Shawna Larson recently told Alpha News that when she arrived to pick up her third grader from Hidden Valley Elementary in Savage on Monday, April 29, a teacher and the principal accompanied her daughter on the walk to her vehicle.
They told Larson that four other students in her daughter's grade had attacked her child on the playground. They made it clear that her little girl did nothing to provoke it, "that it had been a calculated incident and that they were still investigating what had happened."
"I ended up learning within the next couple of days that this was due to her race and her religion, because she wasn't Muslim," Larson detailed. "That was pretty jarring to hear."
When he dropped her off the next morning, the little girl's stepdad noticed she had a black eye, which he photographed for documentation.
"When she came home that day, I just kind of looked her over, and she had bruises on her arms and a bruise on her back, bruises all over her legs," Larson accounts. "She originally told me that they pulled her hair, pulled her down by her hair and started punching her and kicking her. She tried to get up, and they had told her that if she hit them or if she touched them, that they would hurt themselves and tell the teacher that she had hurt them. She just told me, 'All's I could do was lay there, Mom.'"
She said these girls had been friends with her daughter all year long up until this beating, and afterward, her child was moved to a different class because she did not feel safe.
Larson said she understands the school has rules to follow, but because this was "race and religion-fueled," she is alarmed by the fact that these students were never expelled or suspended from school or moved to distance learning.
She also noted that if this had been Christians attacking a Muslim, then it would be a national headline.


• **Required work**
Every record must be repeated precisely as it stands.

• **Stored data**
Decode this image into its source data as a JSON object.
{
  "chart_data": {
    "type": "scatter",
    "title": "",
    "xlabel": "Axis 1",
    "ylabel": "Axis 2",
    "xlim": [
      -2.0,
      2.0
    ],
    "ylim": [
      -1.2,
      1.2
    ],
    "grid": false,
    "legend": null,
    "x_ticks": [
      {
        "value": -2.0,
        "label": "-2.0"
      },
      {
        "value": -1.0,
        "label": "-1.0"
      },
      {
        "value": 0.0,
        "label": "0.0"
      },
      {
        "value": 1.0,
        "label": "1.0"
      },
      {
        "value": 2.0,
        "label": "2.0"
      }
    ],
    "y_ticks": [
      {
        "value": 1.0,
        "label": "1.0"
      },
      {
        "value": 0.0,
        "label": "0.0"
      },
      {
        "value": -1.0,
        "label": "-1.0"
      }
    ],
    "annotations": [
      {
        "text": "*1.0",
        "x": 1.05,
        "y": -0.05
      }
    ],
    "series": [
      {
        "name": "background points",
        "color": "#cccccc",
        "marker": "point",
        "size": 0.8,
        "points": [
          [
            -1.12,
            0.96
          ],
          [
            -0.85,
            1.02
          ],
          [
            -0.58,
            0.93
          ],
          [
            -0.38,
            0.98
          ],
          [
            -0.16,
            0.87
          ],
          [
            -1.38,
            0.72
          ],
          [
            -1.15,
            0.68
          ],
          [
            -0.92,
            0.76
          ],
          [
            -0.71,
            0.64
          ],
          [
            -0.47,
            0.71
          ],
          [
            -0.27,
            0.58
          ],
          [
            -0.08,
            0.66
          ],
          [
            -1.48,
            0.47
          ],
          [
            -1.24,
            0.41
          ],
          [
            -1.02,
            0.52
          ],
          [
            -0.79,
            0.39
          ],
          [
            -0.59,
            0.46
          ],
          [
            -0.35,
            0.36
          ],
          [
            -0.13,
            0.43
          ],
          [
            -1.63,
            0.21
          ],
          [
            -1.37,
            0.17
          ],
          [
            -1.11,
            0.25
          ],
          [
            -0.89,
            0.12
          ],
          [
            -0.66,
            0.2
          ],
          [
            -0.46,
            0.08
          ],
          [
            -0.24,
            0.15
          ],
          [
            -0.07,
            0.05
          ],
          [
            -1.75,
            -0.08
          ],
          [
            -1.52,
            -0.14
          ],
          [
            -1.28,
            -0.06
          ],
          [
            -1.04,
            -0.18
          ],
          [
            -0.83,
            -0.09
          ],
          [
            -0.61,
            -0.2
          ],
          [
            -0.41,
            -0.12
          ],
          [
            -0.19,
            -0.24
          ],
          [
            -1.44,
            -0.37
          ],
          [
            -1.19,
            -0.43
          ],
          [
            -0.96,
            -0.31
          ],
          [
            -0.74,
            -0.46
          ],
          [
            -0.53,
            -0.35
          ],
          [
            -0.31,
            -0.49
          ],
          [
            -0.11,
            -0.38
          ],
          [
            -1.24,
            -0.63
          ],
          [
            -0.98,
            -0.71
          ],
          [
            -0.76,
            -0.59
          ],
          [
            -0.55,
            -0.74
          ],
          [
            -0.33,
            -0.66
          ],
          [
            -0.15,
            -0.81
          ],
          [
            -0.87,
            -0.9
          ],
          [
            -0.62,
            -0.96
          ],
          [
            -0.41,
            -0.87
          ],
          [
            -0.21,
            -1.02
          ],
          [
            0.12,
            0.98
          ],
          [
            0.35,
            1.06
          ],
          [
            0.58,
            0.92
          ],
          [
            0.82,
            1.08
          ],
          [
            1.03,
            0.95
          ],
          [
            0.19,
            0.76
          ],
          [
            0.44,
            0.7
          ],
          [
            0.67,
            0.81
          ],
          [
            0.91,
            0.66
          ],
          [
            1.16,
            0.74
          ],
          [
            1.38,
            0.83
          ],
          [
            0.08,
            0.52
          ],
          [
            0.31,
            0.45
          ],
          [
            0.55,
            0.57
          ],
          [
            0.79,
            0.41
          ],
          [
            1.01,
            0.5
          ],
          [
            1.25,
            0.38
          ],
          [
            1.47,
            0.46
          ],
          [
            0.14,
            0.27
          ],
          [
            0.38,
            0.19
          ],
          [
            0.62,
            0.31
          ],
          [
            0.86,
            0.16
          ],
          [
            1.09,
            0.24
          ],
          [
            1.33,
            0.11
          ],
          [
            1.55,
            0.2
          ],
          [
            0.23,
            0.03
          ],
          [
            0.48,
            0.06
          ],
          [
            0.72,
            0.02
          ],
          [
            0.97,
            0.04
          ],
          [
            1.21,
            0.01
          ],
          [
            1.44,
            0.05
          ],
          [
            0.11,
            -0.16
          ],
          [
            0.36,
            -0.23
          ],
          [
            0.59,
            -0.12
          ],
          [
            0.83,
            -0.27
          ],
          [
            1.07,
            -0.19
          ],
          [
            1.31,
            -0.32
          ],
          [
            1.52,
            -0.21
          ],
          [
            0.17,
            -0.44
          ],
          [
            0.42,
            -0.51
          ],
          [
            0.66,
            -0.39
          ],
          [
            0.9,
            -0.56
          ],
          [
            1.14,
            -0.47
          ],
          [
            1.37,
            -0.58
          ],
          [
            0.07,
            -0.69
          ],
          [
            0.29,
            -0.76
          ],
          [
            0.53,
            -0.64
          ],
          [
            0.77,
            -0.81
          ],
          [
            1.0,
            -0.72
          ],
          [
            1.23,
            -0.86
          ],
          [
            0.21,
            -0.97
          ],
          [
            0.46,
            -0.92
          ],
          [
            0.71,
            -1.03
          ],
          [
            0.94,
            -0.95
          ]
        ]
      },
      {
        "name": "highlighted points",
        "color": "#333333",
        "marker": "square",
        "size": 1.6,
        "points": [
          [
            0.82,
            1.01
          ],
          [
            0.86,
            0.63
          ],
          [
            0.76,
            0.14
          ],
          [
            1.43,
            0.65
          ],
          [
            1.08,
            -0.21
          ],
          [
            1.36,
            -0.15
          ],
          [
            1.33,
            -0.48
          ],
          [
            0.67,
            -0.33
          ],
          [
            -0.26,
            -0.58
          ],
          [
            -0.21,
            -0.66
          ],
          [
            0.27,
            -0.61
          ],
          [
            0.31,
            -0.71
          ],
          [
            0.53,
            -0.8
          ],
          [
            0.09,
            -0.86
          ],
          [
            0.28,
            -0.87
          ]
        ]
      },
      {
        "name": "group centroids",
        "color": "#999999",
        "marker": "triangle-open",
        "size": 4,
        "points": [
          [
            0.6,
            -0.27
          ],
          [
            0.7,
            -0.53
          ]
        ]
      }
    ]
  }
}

• **Your response**
Decode this image into its source data as a JSON object.
{
  "chart_data": {
    "type": "scatter",
    "title": "",
    "xlabel": "Axis 1",
    "ylabel": "Axis 2",
    "xlim": [
      -2.0,
      2.0
    ],
    "ylim": [
      -1.2,
      1.2
    ],
    "grid": false,
    "legend": null,
    "x_ticks": [
      {
        "value": -2.0,
        "label": "-2.0"
      },
      {
        "value": -1.0,
        "label": "-1.0"
      },
      {
        "value": 0.0,
        "label": "0.0"
      },
      {
        "value": 1.0,
        "label": "1.0"
      },
      {
        "value": 2.0,
        "label": "2.0"
      }
    ],
    "y_ticks": [
      {
        "value": 1.0,
        "label": "1.0"
      },
      {
        "value": 0.0,
        "label": "0.0"
      },
      {
        "value": -1.0,
        "label": "-1.0"
      }
    ],
    "annotations": [
      {
        "text": "*1.0",
        "x": 1.05,
        "y": -0.05
      }
    ],
    "series": [
      {
        "name": "background points",
        "color": "#cccccc",
        "marker": "point",
        "size": 0.8,
        "points": [
          [
            -1.12,
            0.96
          ],
          [
            -0.85,
            1.02
          ],
          [
            -0.58,
            0.93
          ],
          [
            -0.38,
            0.98
          ],
          [
            -0.16,
            0.87
          ],
          [
            -1.38,
            0.72
          ],
          [
            -1.15,
            0.68
          ],
          [
            -0.92,
            0.76
          ],
          [
            -0.71,
            0.64
          ],
          [
            -0.47,
            0.71
          ],
          [
            -0.27,
            0.58
          ],
          [
            -0.08,
            0.66
          ],
          [
            -1.48,
            0.47
          ],
          [
            -1.24,
            0.41
          ],
          [
            -1.02,
            0.52
          ],
          [
            -0.79,
            0.39
          ],
          [
            -0.59,
            0.46
          ],
          [
            -0.35,
            0.36
          ],
          [
            -0.13,
            0.43
          ],
          [
            -1.63,
            0.21
          ],
          [
            -1.37,
            0.17
          ],
          [
            -1.11,
            0.25
          ],
          [
            -0.89,
            0.12
          ],
          [
            -0.66,
            0.2
          ],
          [
            -0.46,
            0.08
          ],
          [
            -0.24,
            0.15
          ],
          [
            -0.07,
            0.05
          ],
          [
            -1.75,
            -0.08
          ],
          [
            -1.52,
            -0.14
          ],
          [
            -1.28,
            -0.06
          ],
          [
            -1.04,
            -0.18
          ],
          [
            -0.83,
            -0.09
          ],
          [
            -0.61,
            -0.2
          ],
          [
            -0.41,
            -0.12
          ],
          [
            -0.19,
            -0.24
          ],
          [
            -1.44,
            -0.37
          ],
          [
            -1.19,
            -0.43
          ],
          [
            -0.96,
            -0.31
          ],
          [
            -0.74,
            -0.46
          ],
          [
            -0.53,
            -0.35
          ],
          [
            -0.31,
            -0.49
          ],
          [
            -0.11,
            -0.38
          ],
          [
            -1.24,
            -0.63
          ],
          [
            -0.98,
            -0.71
          ],
          [
            -0.76,
            -0.59
          ],
          [
            -0.55,
            -0.74
          ],
          [
            -0.33,
            -0.66
          ],
          [
            -0.15,
            -0.81
          ],
          [
            -0.87,
            -0.9
          ],
          [
            -0.62,
            -0.96
          ],
          [
            -0.41,
            -0.87
          ],
          [
            -0.21,
            -1.02
          ],
          [
            0.12,
            0.98
          ],
          [
            0.35,
            1.06
          ],
          [
            0.58,
            0.92
          ],
          [
            0.82,
            1.08
          ],
          [
            1.03,
            0.95
          ],
          [
            0.19,
            0.76
          ],
          [
            0.44,
            0.7
          ],
          [
            0.67,
            0.81
          ],
          [
            0.91,
            0.66
          ],
          [
            1.16,
            0.74
          ],
          [
            1.38,
            0.83
          ],
          [
            0.08,
            0.52
          ],
          [
            0.31,
            0.45
          ],
          [
            0.55,
            0.57
          ],
          [
            0.79,
            0.41
          ],
          [
            1.01,
            0.5
          ],
          [
            1.25,
            0.38
          ],
          [
            1.47,
            0.46
          ],
          [
            0.14,
            0.27
          ],
          [
            0.38,
            0.19
          ],
          [
            0.62,
            0.31
          ],
          [
            0.86,
            0.16
          ],
          [
            1.09,
            0.24
          ],
          [
            1.33,
            0.11
          ],
          [
            1.55,
            0.2
          ],
          [
            0.23,
            0.03
          ],
          [
            0.48,
            0.06
          ],
          [
            0.72,
            0.02
          ],
          [
            0.97,
            0.04
          ],
          [
            1.21,
            0.01
          ],
          [
            1.44,
            0.05
          ],
          [
            0.11,
            -0.16
          ],
          [
            0.36,
            -0.23
          ],
          [
            0.59,
            -0.12
          ],
          [
            0.83,
            -0.27
          ],
          [
            1.07,
            -0.19
          ],
          [
            1.31,
            -0.32
          ],
          [
            1.52,
            -0.21
          ],
          [
            0.17,
            -0.44
          ],
          [
            0.42,
            -0.51
          ],
          [
            0.66,
            -0.39
          ],
          [
            0.9,
            -0.56
          ],
          [
            1.14,
            -0.47
          ],
          [
            1.37,
            -0.58
          ],
          [
            0.07,
            -0.69
          ],
          [
            0.29,
            -0.76
          ],
          [
            0.53,
            -0.64
          ],
          [
            0.77,
            -0.81
          ],
          [
            1.0,
            -0.72
          ],
          [
            1.23,
            -0.86
          ],
          [
            0.21,
            -0.97
          ],
          [
            0.46,
            -0.92
          ],
          [
            0.71,
            -1.03
          ],
          [
            0.94,
            -0.95
          ]
        ]
      },
      {
        "name": "highlighted points",
        "color": "#333333",
        "marker": "square",
        "size": 1.6,
        "points": [
          [
            0.82,
            1.01
          ],
          [
            0.86,
            0.63
          ],
          [
            0.76,
            0.14
          ],
          [
            1.43,
            0.65
          ],
          [
            1.08,
            -0.21
          ],
          [
            1.36,
            -0.15
          ],
          [
            1.33,
            -0.48
          ],
          [
            0.67,
            -0.33
          ],
          [
            -0.26,
            -0.58
          ],
          [
            -0.21,
            -0.66
          ],
          [
            0.27,
            -0.61
          ],
          [
            0.31,
            -0.71
          ],
          [
            0.53,
            -0.8
          ],
          [
            0.09,
            -0.86
          ],
          [
            0.28,
            -0.87
          ]
        ]
      },
      {
        "name": "group centroids",
        "color": "#999999",
        "marker": "triangle-open",
        "size": 4,
        "points": [
          [
            0.6,
            -0.27
          ],
          [
            0.7,
            -0.53
          ]
        ]
      }
    ]
  }
}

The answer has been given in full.